Field of Science

Garden rebuilding - one plant at a time

Nothing like a long weekend to give you enough time to get the garden in shape for the rest of the summer, mostly.  A number of things need almost complete rebuilding. Some new plants, of three different varieties, will start rebuilding a red raspberry bed devastated by bunnies and a hard winter. The asparagus bed will take longer to rebuild because it's hard to get bigger, older plants, so it takes a couple of years to get them large enough to bear a decent crop. Feed them, feed them, and feed them. The privet hedge was cut back and is starting to regrow already. Several almost dead trees are showing signs of life making for some tough decisions; mostly just pragmatic pruning. A Henry Lauder walking stick (a contorted European filbert) is barely showing life, a few live shoots, here and there, on a shrub about 6-7 feet in diameter. Waiting is best as the best decision will probably become obvious whether it just needs some pruning or whether it's too far gone. One new purchase, a Japanese snowbell is just barely showing signs of breaking out of dormancy and growing, and this makes for a bad situation vis-à-vis the nursery's guarantee which they will not wish to honor since the tree is alive, but how much of a tree is a tree?  It remains to be seen. Personally TPP feels he bought a whole one. Fortunately most of the other new plants are doing much better although they all require watering as lack of rain is making things a bit on the dry side.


- _Your goal_: Nothing but the lines from the one with "The height and width of the screenshot is (595, 1137)." down to the one with "Task: Click on the span: ACME" should be returned, exactly and with both ends included, from the material below.

- _Records for this task_:
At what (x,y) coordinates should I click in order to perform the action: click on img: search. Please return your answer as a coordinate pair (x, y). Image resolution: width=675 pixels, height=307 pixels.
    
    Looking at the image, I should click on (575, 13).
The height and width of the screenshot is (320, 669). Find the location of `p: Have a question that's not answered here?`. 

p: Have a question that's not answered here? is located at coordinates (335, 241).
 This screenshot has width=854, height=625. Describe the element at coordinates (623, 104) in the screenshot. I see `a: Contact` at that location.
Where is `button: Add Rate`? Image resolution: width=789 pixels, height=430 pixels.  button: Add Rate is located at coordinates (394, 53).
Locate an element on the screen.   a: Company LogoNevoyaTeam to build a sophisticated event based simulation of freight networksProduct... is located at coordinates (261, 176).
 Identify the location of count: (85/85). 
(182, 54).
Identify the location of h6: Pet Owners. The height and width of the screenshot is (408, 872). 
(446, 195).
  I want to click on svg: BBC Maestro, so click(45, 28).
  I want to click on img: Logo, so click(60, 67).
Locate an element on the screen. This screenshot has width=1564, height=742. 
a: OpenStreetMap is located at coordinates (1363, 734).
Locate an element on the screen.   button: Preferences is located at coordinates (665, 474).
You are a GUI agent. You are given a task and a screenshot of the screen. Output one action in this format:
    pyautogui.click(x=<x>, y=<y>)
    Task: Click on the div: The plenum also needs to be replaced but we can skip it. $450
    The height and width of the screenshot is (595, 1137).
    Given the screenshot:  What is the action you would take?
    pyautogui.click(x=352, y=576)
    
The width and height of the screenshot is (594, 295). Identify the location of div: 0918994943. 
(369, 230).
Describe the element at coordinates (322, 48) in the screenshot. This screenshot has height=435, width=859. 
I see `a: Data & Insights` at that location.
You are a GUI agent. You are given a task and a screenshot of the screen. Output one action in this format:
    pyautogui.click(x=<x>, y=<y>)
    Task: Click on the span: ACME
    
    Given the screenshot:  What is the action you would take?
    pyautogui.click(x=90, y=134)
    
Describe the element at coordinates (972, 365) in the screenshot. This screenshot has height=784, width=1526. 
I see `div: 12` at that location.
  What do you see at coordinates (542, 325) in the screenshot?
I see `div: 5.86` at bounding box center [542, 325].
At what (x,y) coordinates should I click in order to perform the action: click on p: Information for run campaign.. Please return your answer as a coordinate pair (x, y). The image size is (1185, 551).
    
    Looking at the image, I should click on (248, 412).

- _Problem solution_:
    The height and width of the screenshot is (595, 1137).
    Given the screenshot:  What is the action you would take?
    pyautogui.click(x=352, y=576)
    
The width and height of the screenshot is (594, 295). Identify the location of div: 0918994943. 
(369, 230).
Describe the element at coordinates (322, 48) in the screenshot. This screenshot has height=435, width=859. 
I see `a: Data & Insights` at that location.
You are a GUI agent. You are given a task and a screenshot of the screen. Output one action in this format:
    pyautogui.click(x=<x>, y=<y>)
    Task: Click on the span: ACME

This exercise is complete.